SEMICON West 2016

PixelEXX Systems: Seeing Beyond the Boundries of the Human Eye- Kenneth Bradley, PixelEXX (Room Innovation and IoT Theater, North Hall)

12 Jul 16
12:19 PM - 12:27 PM

Tracks: Silicon Innovation Forum

Abstract:

PixelEXX is developing the world’s smallest camera. Using our patented semiconductor technology, we can implement pixels of hundreds of nanometers, creating miniaturized high-resolution cameras. While our competitors are limited by the smallest industry standards (~1micron), and require heavy process and design innovations to overcome limitations of pixel performance, our low-noise, 250 nanometer pixels deliver three orders of magnitude greater responsivity than traditional 1-5 micron pixel architectures, allowing us to dramatically shrink the size of the camera without sacrificing image quality.

The competitive advantage of PixelEXX cameras ultimately derives from the performance of the PixelEXX optical sensor. Traditional sensors have decreased capacity to store charge as their area decreases. This decreases the upper threshold of CMOS/CCD pixels' intensity limit. In contrast, the PixelEXX sensor does not experience the same reduction of maximum intensity threshold with decreasing size. The PixelEXX sensor also benefits from improved noise characteristics at small size.

Traditionally camera designs benefit by employing the maximum sensor-pixel size while still resolving the circle of confusion determined by the camera optics (typically 2 or 3 pixels across the circle of confusion). Reducing tradition pixel size below this number substantially degrades performance because these pixels’ maximum threshold scales with area and their noise properties degrade with decreasing area. For example, with 10 pixels per circle of confusion the maximum light intensity measurable per resolvable spot is unchanged (each pixel can measure 1/10 the light, but the same light is spread over 10 pixels); however, the noise per pixel is now substantially increased resulting in a highly degraded image. Contrast this to the camera design considerations using a PixelEXX sensor. Increasing the number of pixels per circle of confusion does not substantially effect the maximum light threshold per pixel, nor does it effect each pixels intrinsic noise level. Considering PixelEXX sensors in the example, 10 smaller pixels instead of 1 larger pixel per circle of confusion increases the maximum measurable intensity by a factor of 10 without increasing the noise contributed to the image. This enables currently unachievable image contrast in a compact camera, providing a competitive advantage by delivering a crucial product benefit unavailable to other technologies or providers. 

Finally, having a novel semiconductor structure that enables submicron pixels presents an opportunity to position PixelEXX to lead the next era of imaging. This next era will focus on functionality. With extra pixels, numerous opportunities will be opened up for advanced imaging. The sensor’s small size and fast response times (theory predicts femtosecond response) offer unique opportunities for spatial and temporal oversampling. The resulting large numbers of pixels can be employed in a compact multiaperture arrangement to deliver significantly enhanced color mapping over traditional semiconductor imaging arrays (under normal light conditions), multispectral imaging (under low light conditions), 3-dimensional image reconstruction, motion free auto-focusing, or a combination of the above.

PixelEXX’s first application is centered on medical endoscopy because crucial medical procedures
demand smaller, smarter visualization tools. The company’s accomplished team is working to provide a unique and valuable suite of imaging tools.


(Task details): Exactly what is written in the records below should be returned, minus the images.

- - - - -

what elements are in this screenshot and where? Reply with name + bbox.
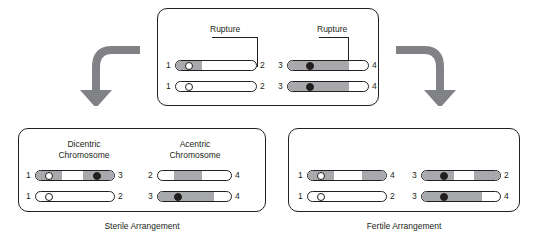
top-row1-chromosome-b bbox=[287, 60, 369, 71]
centromere-filled bbox=[174, 193, 182, 201]
left-row2-chromosome-a bbox=[35, 191, 115, 202]
left-row1-chromosome-b bbox=[157, 170, 232, 181]
rupture-label-right: Rupture bbox=[317, 24, 347, 34]
left-row2-a-left-number: 1 bbox=[26, 191, 31, 201]
acentric-heading-line2: Chromosome bbox=[165, 150, 225, 160]
right-row2-a-left-number: 1 bbox=[298, 191, 303, 201]
fertile-arrangement-caption: Fertile Arrangement bbox=[344, 221, 464, 231]
top-row1-left-number: 1 bbox=[166, 60, 171, 70]
dicentric-heading-line1: Dicentric bbox=[54, 139, 114, 149]
left-row2-a-right-number: 2 bbox=[118, 191, 123, 201]
centromere-filled bbox=[306, 62, 314, 70]
left-row1-a-right-number: 3 bbox=[118, 170, 123, 180]
centromere-open bbox=[45, 172, 53, 180]
segment-gray bbox=[422, 171, 454, 180]
right-row1-chromosome-a bbox=[307, 170, 387, 181]
dicentric-heading-line2: Chromosome bbox=[54, 150, 114, 160]
left-row1-b-right-number: 4 bbox=[235, 170, 240, 180]
right-row1-chromosome-b bbox=[421, 170, 501, 181]
top-row1-chromosome-a bbox=[175, 60, 257, 71]
left-row2-b-right-number: 4 bbox=[235, 191, 240, 201]
segment-gray bbox=[174, 171, 202, 180]
top-row1-right-number: 2 bbox=[260, 60, 265, 70]
left-row1-b-left-number: 2 bbox=[148, 170, 153, 180]
sterile-arrangement-caption: Sterile Arrangement bbox=[82, 221, 202, 231]
top-row2-left-number: 1 bbox=[166, 81, 171, 91]
segment-gray bbox=[288, 82, 349, 91]
acentric-heading-line1: Acentric bbox=[165, 139, 225, 149]
segment-gray-2 bbox=[474, 171, 501, 180]
arrow-left bbox=[78, 44, 148, 106]
arrow-right bbox=[388, 44, 458, 106]
segment-gray bbox=[422, 192, 482, 201]
segment-gray-2 bbox=[362, 171, 387, 180]
right-row1-b-right-number: 2 bbox=[504, 170, 509, 180]
rupture-leader-left-horizontal bbox=[212, 37, 258, 38]
centromere-filled bbox=[306, 83, 314, 91]
centromere-open bbox=[317, 172, 325, 180]
segment-gray bbox=[158, 192, 214, 201]
left-row1-chromosome-a bbox=[35, 170, 115, 181]
centromere-filled bbox=[440, 172, 448, 180]
centromere-open bbox=[185, 62, 193, 70]
top-row2-right-number-b: 4 bbox=[372, 81, 377, 91]
left-row2-b-left-number: 3 bbox=[148, 191, 153, 201]
centromere-open bbox=[185, 83, 193, 91]
segment-gray bbox=[288, 61, 349, 70]
right-row1-b-left-number: 3 bbox=[412, 170, 417, 180]
top-row2-left-number-b: 3 bbox=[278, 81, 283, 91]
centromere-filled bbox=[440, 193, 448, 201]
right-row2-b-right-number: 4 bbox=[504, 191, 509, 201]
top-row2-chromosome-a bbox=[175, 81, 257, 92]
rupture-leader-right-horizontal bbox=[319, 37, 349, 38]
right-row2-chromosome-b bbox=[421, 191, 501, 202]
right-row2-chromosome-a bbox=[307, 191, 387, 202]
left-row2-chromosome-b bbox=[157, 191, 232, 202]
centromere-filled bbox=[93, 172, 101, 180]
top-row2-right-number: 2 bbox=[260, 81, 265, 91]
rupture-label-left: Rupture bbox=[210, 24, 240, 34]
top-row1-right-number-b: 4 bbox=[372, 60, 377, 70]
centromere-open bbox=[45, 193, 53, 201]
top-row1-left-number-b: 3 bbox=[278, 60, 283, 70]
centromere-open bbox=[317, 193, 325, 201]
right-row2-a-right-number: 2 bbox=[390, 191, 395, 201]
top-row2-chromosome-b bbox=[287, 81, 369, 92]
right-row2-b-left-number: 3 bbox=[412, 191, 417, 201]
rupture-leader-left-vertical bbox=[257, 37, 258, 67]
right-row1-a-right-number: 4 bbox=[390, 170, 395, 180]
left-row1-a-left-number: 1 bbox=[26, 170, 31, 180]
right-row1-a-left-number: 1 bbox=[298, 170, 303, 180]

- - - - -

(Task response):
what elements are in this screenshot and where? Reply with name + bbox.
top-row1-chromosome-b bbox=[287, 60, 369, 71]
centromere-filled bbox=[174, 193, 182, 201]
left-row2-chromosome-a bbox=[35, 191, 115, 202]
left-row1-chromosome-b bbox=[157, 170, 232, 181]
rupture-label-right: Rupture bbox=[317, 24, 347, 34]
left-row2-a-left-number: 1 bbox=[26, 191, 31, 201]
acentric-heading-line2: Chromosome bbox=[165, 150, 225, 160]
right-row2-a-left-number: 1 bbox=[298, 191, 303, 201]
fertile-arrangement-caption: Fertile Arrangement bbox=[344, 221, 464, 231]
top-row1-left-number: 1 bbox=[166, 60, 171, 70]
dicentric-heading-line1: Dicentric bbox=[54, 139, 114, 149]
left-row2-a-right-number: 2 bbox=[118, 191, 123, 201]
centromere-filled bbox=[306, 62, 314, 70]
left-row1-a-right-number: 3 bbox=[118, 170, 123, 180]
centromere-open bbox=[45, 172, 53, 180]
segment-gray bbox=[422, 171, 454, 180]
right-row1-chromosome-a bbox=[307, 170, 387, 181]
dicentric-heading-line2: Chromosome bbox=[54, 150, 114, 160]
left-row1-b-right-number: 4 bbox=[235, 170, 240, 180]
right-row1-chromosome-b bbox=[421, 170, 501, 181]
top-row1-chromosome-a bbox=[175, 60, 257, 71]
left-row2-b-right-number: 4 bbox=[235, 191, 240, 201]
segment-gray bbox=[174, 171, 202, 180]
top-row1-right-number: 2 bbox=[260, 60, 265, 70]
left-row1-b-left-number: 2 bbox=[148, 170, 153, 180]
sterile-arrangement-caption: Sterile Arrangement bbox=[82, 221, 202, 231]
top-row2-left-number: 1 bbox=[166, 81, 171, 91]
segment-gray bbox=[288, 82, 349, 91]
acentric-heading-line1: Acentric bbox=[165, 139, 225, 149]
segment-gray-2 bbox=[474, 171, 501, 180]
arrow-left bbox=[78, 44, 148, 106]
arrow-right bbox=[388, 44, 458, 106]
segment-gray bbox=[422, 192, 482, 201]
segment-gray-2 bbox=[362, 171, 387, 180]
right-row1-b-right-number: 2 bbox=[504, 170, 509, 180]
rupture-leader-left-horizontal bbox=[212, 37, 258, 38]
centromere-filled bbox=[306, 83, 314, 91]
centromere-open bbox=[317, 172, 325, 180]
segment-gray bbox=[158, 192, 214, 201]
left-row1-chromosome-a bbox=[35, 170, 115, 181]
centromere-filled bbox=[440, 172, 448, 180]
centromere-open bbox=[185, 62, 193, 70]
top-row2-right-number-b: 4 bbox=[372, 81, 377, 91]
left-row2-b-left-number: 3 bbox=[148, 191, 153, 201]
centromere-open bbox=[185, 83, 193, 91]
segment-gray bbox=[288, 61, 349, 70]
right-row1-b-left-number: 3 bbox=[412, 170, 417, 180]
top-row2-left-number-b: 3 bbox=[278, 81, 283, 91]
centromere-filled bbox=[440, 193, 448, 201]
right-row2-b-right-number: 4 bbox=[504, 191, 509, 201]
top-row2-chromosome-a bbox=[175, 81, 257, 92]
rupture-leader-right-horizontal bbox=[319, 37, 349, 38]
right-row2-chromosome-b bbox=[421, 191, 501, 202]
right-row2-chromosome-a bbox=[307, 191, 387, 202]
left-row2-chromosome-b bbox=[157, 191, 232, 202]
centromere-filled bbox=[93, 172, 101, 180]
top-row2-right-number: 2 bbox=[260, 81, 265, 91]
rupture-label-left: Rupture bbox=[210, 24, 240, 34]
top-row1-right-number-b: 4 bbox=[372, 60, 377, 70]
centromere-open bbox=[45, 193, 53, 201]
top-row1-left-number-b: 3 bbox=[278, 60, 283, 70]
centromere-open bbox=[317, 193, 325, 201]
right-row2-a-right-number: 2 bbox=[390, 191, 395, 201]
top-row2-chromosome-b bbox=[287, 81, 369, 92]
right-row2-b-left-number: 3 bbox=[412, 191, 417, 201]
rupture-leader-left-vertical bbox=[257, 37, 258, 67]
right-row1-a-right-number: 4 bbox=[390, 170, 395, 180]
left-row1-a-left-number: 1 bbox=[26, 170, 31, 180]
right-row1-a-left-number: 1 bbox=[298, 170, 303, 180]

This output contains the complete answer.